Subleq, like many of the esoteric languages is not the fastest language, nor is it easiest to program in.
(Two glaringly obvious massive understatements of the Century).
However, a Subleq interpreter can be written in a few lines of C, or, at most a couple of hundred bytes of assembly language.
Once you have your interpreter in place, you have created a very minimal VM, regardless of what CPU you are coding for.
So provided you have coded your interpreter, a Subleq program for a Z80, will run exactly the same on a 6502, 6809, RCA 1802, PIC, MSP 430, x86 or whatever you might have available.
My friend Richard J. Howe, has coded up eForth into a Subleq image. It’s about 6500 16-bit words.*
I have adapted his interpreter code so that it can be hosted on any of the larger memory dev-boards supported by the Arduino IDE,
So far candidates have been a Pi Pico (RP2040), an STM32H743 Nucleo and a Teensy 4.1.
I am currently writing a subleq interpreter in Z80 assembly for my RC2014 and my Agon Light 2.
With a Subleq interpreter installed, plus the subleq image, which defines eForth, you will have a self-hosting Forth system.
No other tools required.
So, despite it’s minimalism, Subleq can get you up and running in Forth, regardless of your CPU.
- With the slightly modified Muxleq instruction, eForth will compile down to approximately 5K words of Muxleq code - and be significantly faster than Subleq.

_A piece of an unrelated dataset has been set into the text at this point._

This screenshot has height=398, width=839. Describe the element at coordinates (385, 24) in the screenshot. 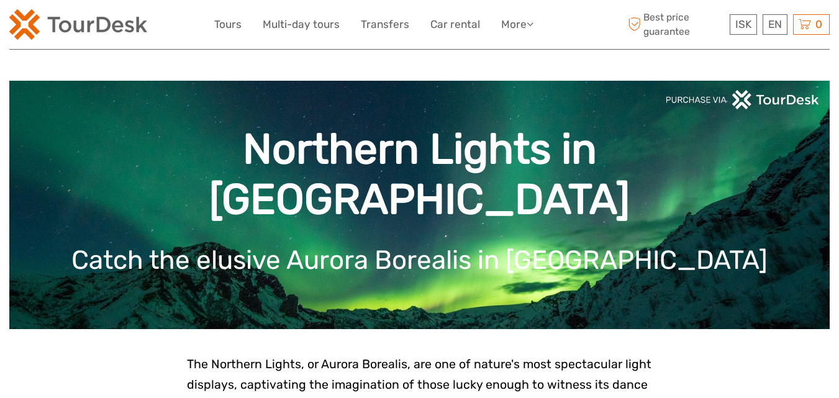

It will even run on a CPU composed of fewer than 180 transistors and some parallel memory.
My interest in this was stimulated by this article in Nature, (Sept 2013) which describes an experimental CPU made from carbon nanotube FETs (CN-FETs), at Stanford University.
Remarkably they made a functional cpu from just 178 CN-FETs, plus conventional external RAM devices.
They used a variant of subleq, called subneg, which has the advantage of not requiring a program counter. This is a major saving in transistors.
They also proved that the MIPS instruction set could be compliled from the subneg instruction, so the experimental cpu could execute MIPS code - albeit extremely slowly.